Deuteronomy 30:15-20
Look at what I’ve done for you today: I’ve placed in front of you Life and Good, Death and Evil. And I command you today: Love God, your God. Walk in his ways. Keep his commandments, regulations, and rules so that you will live, really live, live exuberantly, blessed by God, your God, in the land you are about to enter and possess.
But I warn you: If you have a change of heart, refuse to listen obediently, and willfully go off to serve and worship other gods, you will most certainly die. You won’t last long in the land that you are crossing the Jordan to enter and possess.
I call Heaven and Earth to witness against you today: I place before you Life and Death, Blessing and Curse. Choose life so that you and your children will live. And love God, your God, listening obediently to him, firmly embracing him so that you may live a long life settled on the soil that God, your God, promised to give your ancestors, Abraham, Isaac, and Jacob.
Matthew 5:21-22
You’re familiar with the command to the ancients, ‘Do not murder.’ I’m telling you that anyone who is so much as angry with a brother or sister is guilty of murder. Carelessly call a brother ‘idiot!’ and you just might find yourself hauled into court. Thoughtlessly yell ‘stupid!’ at a sister and you are on the brink of hellfire. The simple moral fact is that words kill.
This book is clearly pedagogical and prescriptive – repeating and passing on Moses’ teachings and telling the people how to live, what rules to follow, and just what God demands of them. The only real storytelling action comes at the end of the book, with Moses’ final exhortations and his death. Deuteronomy ends with the people massed on the shore of the Jordan, prepared, in the opening chapter of the next book, which is Joshua, to finally cross over the Jordan into the long-awaited promised land.
This reading, with its “choose life” theme, has in recent years been largely co-opted by the anti-abortion movement and applied only to the moment of conception. I would like to claim it back for all of us and remind us all that the life God offers us is so much more than simply drawing breath.
Love God, your God. Walk in his ways. Keep his commandments, regulations, and rules so that you will live, really live, live exuberantly, blessed by God…
We do try to live this way – trustingly, abundantly – but it isn’t easy in the world we have around us right now. If we pay any attention at all to the news or the internet or even just overheard random conversations in line at the grocery store, we cannot escape the fact that, instead of abundance and gratitude, we seem too often seem to live in a world of suspicion and scarcity – a world where everyone is the enemy and therefore it’s OK to hate them – a world where total strangers can routinely be attacked with threats and obscene language and sometimes even physical injury.
And this is where our second reading comes in – words from Jesus, as quoted in Matthew’s gospel:
I’m telling you that anyone who is so much as angry with a brother or sister is guilty of murder. Carelessly call a brother ‘idiot!’ and you just might find yourself hauled into court. Thoughtlessly yell ‘stupid!’ at a sister and you are on the brink of hellfire. The simple moral fact is that words kill.

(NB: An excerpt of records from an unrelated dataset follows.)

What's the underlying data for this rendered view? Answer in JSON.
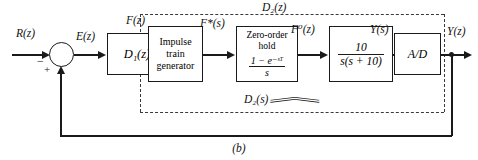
{
  "figure": {
    "caption": "(b)",
    "signals": {
      "input": "R(z)",
      "error": "E(z)",
      "controller_out": "F(z)",
      "impulse_out": "F*(s)",
      "hold_out": "F⁰(z)",
      "plant_out": "Y(s)",
      "output": "Y(z)"
    },
    "sum_junction": {
      "name": "summing-junction",
      "plus_sign": "+",
      "minus_sign": "−"
    },
    "blocks": [
      {
        "id": "controller",
        "label": "D₁(z)",
        "italic": true
      },
      {
        "id": "impulse-train-generator",
        "line1": "Impulse",
        "line2": "train",
        "line3": "generator"
      },
      {
        "id": "zero-order-hold",
        "line1": "Zero-order",
        "line2": "hold",
        "numerator": "1 − e⁻ˢᵀ",
        "denominator": "s"
      },
      {
        "id": "plant",
        "numerator": "10",
        "denominator": "s(s + 10)"
      },
      {
        "id": "ad-converter",
        "label": "A/D"
      }
    ],
    "group_labels": {
      "outer_dashed": "D₂(z)",
      "inner_brace": "D₂(s)"
    }
  }
}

Last week we heard that we are to be Salt and Light for the world. Today we are being told that, unlikely as it sounds to us, we are the ones called to build the reign of God’s love here and now. We, it appears, are somehow called to heal the fear in our world – especially the fear of others simply because they are other. After all, what has that fear gotten us so far? Only war and injustice and division.
There are valid reasons for some fears, there are those whose hatred drives them to hurt – of course there are. But they truly are the very smallest minority of humanity. And hatred is an irrational response that scatters itself widely over everyone -- the innocent along with the guilty. And the simple fact is that more hatred has never helped anything – it just enlarges the pool of hate.
So, the question for today is: What can we do, as followers of Jesus, as children of God, to lessen the hatred in our world? (Maybe starting with ourselves?)
DISCUSSION STARTERS:
Jane Austen, Pride and Prejudice, 19th century
"Angry people are not always wise."
Maya Angelou, 20th century
"Hate, it has caused a lot of problems in the world, but has not solved one yet."
Martin Luther King Jr., 20th century
"Let no man pull you so low as to hate him."
Harper Lee, To Kill a Mockingbird, 20th century
"There are just some kind of men who--who're so busy worrying about the next world they've never learned to live in this one, and you can look down the street and see the results."
Craig D. Lounsbrough, 21st century
"Contradictions are the impossible chasms that create forever separations. God is the forever bridge that creates impossible reunions."
Krista Tippett, Speaking of Faith, 21st century
"Truth can be told in an instant, forgiveness can be offered spontaneously, but reconciliation is the work of lifetimes and generations."
Leo Tolstoy, 19th century
"Everyone thinks of changing the world, but no one thinks of changing himself."
Will Smith, 21st century
"Throughout life people will make you mad, disrespect you and treat you bad. Let God deal with the things they do, cause hate in your heart will consume you too."